Hi everyone, great tips! Here's my entry.
My equipment: M-Audio Fast Track USB audio interface, M-Audio Nova condensator microphone, shock mount on a modified lamp stand, pop filter and Sennheiser monitoring headphones.
I recently tried a Shure SM35 headset. Good quality, low noise pickup level, but the distance of the mic to your mouth is difficult to control and I don't like wearing the headset with my glasses.
Recording tool: Until now I have recorded directly into Presenter or Storyline, without using a tool like Audicity. I have used the built-in audio editor for cutting out unwanted noises (e.g. breath intake, mouse click at the end of my recording) and to increase volume of the complete track when it is too low. I always dreaded the extra work involved in recording in an additional audio tool (and didn't understand how to apply filters). After reading your tips I will experiment with recording into Audicity, though. Has Articulate considered incorporating some simple editing tools (noise cancelling, normalizing, compressor, EQ) in their Storyline audio editor?
Recording locations:
- I have recorded in my attic with a curtain mounted behind me against the echo. Pretty good result.

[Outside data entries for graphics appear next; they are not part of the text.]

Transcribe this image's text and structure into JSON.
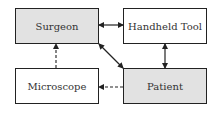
{
  "diagram": {
    "nodes": [
      {
        "id": "surgeon",
        "label": "Surgeon",
        "shaded": true
      },
      {
        "id": "handheld_tool",
        "label": "Handheld Tool",
        "shaded": false
      },
      {
        "id": "microscope",
        "label": "Microscope",
        "shaded": false
      },
      {
        "id": "patient",
        "label": "Patient",
        "shaded": true
      }
    ],
    "edges": [
      {
        "from": "surgeon",
        "to": "handheld_tool",
        "style": "solid",
        "direction": "both"
      },
      {
        "from": "surgeon",
        "to": "patient",
        "style": "solid",
        "direction": "both"
      },
      {
        "from": "handheld_tool",
        "to": "patient",
        "style": "solid",
        "direction": "both"
      },
      {
        "from": "microscope",
        "to": "surgeon",
        "style": "dashed",
        "direction": "forward"
      },
      {
        "from": "patient",
        "to": "microscope",
        "style": "dashed",
        "direction": "forward"
      }
    ],
    "colors": {
      "shaded_fill": "#e2e2e2",
      "plain_fill": "#ffffff",
      "stroke": "#222222"
    }
  }
}
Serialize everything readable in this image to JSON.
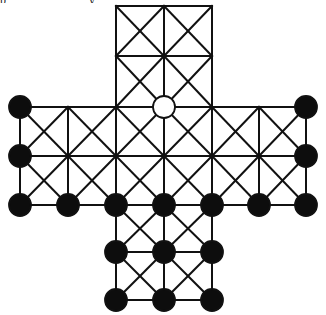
{
  "caption_fragment": "p y",
  "board": {
    "line_color": "#111111",
    "line_width": 2,
    "piece_radius": 11,
    "columns_x": [
      20,
      68,
      116,
      164,
      212,
      259,
      306
    ],
    "rows_y": [
      6,
      56,
      107,
      156,
      205,
      252,
      300
    ],
    "shape": "cross",
    "cells": [
      [
        2,
        0
      ],
      [
        3,
        0
      ],
      [
        2,
        1
      ],
      [
        3,
        1
      ],
      [
        0,
        2
      ],
      [
        1,
        2
      ],
      [
        2,
        2
      ],
      [
        3,
        2
      ],
      [
        4,
        2
      ],
      [
        5,
        2
      ],
      [
        0,
        3
      ],
      [
        1,
        3
      ],
      [
        2,
        3
      ],
      [
        3,
        3
      ],
      [
        4,
        3
      ],
      [
        5,
        3
      ],
      [
        2,
        4
      ],
      [
        3,
        4
      ],
      [
        2,
        5
      ],
      [
        3,
        5
      ]
    ],
    "black_pieces": [
      [
        0,
        2
      ],
      [
        0,
        3
      ],
      [
        0,
        4
      ],
      [
        6,
        2
      ],
      [
        6,
        3
      ],
      [
        6,
        4
      ],
      [
        1,
        4
      ],
      [
        2,
        4
      ],
      [
        3,
        4
      ],
      [
        4,
        4
      ],
      [
        5,
        4
      ],
      [
        2,
        5
      ],
      [
        3,
        5
      ],
      [
        4,
        5
      ],
      [
        2,
        6
      ],
      [
        3,
        6
      ],
      [
        4,
        6
      ]
    ],
    "white_pieces": [
      [
        3,
        2
      ]
    ],
    "black_color": "#0d0d0d",
    "white_color": "#ffffff"
  }
}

- In a storage room at the office (great dampening due to all the books and binders, but later I noticed - with monitoring headphones - that the airco rumbling is really bad, although the average user will not hear it on his PC speakers).
- At my desk in my office area in the weekend. Our office floor is large and open, so there are no echos. I turned the airco off during my recording. Best result so far.
Settings:
- M-Audio interface mic gain at 30% to avoid excessive input and too high noise level (although I have started to wonder recently if my condensator microphone is too sensitive or damaged, because even at relatively low input levels the sinus wave signal in the editor is quite pronounced. Anybody experience with this?)
- Windows Sound card input level at 50-80% and 16bit / 44kHz. I never got completely comfortable what are the ideal settings. I try to avoid a signal in the audio editor which is over 50%. Would love some feedback on this one.
Tips:
1. I had loud " ticks" in my recordings, until an audio engineer told me to cut my audio sinus waves at the zero point.
2. When you publish your course make sure to set the audio bit rate at 64 kbps or more, otherwise the audio quality of your output will suffer noticeably and most of your audio tweeking has been in vain. If you reinstall your Articulate software on another PC (e.g. if your PC got stolen....), realize that you have to change the settings for publishing from their default setting.
3. Occasionally just leave a slip of the tongue in your recording, it will prove you are human and will save you the hassle of redoing a recording that is perfect except one stupid slip!
@Ellen K - Nice setup. I general I wonder how people talk into the mic in their portabooth and at the same time are able to read a script from paper? Do you hold your paper script next to the booth or behind it?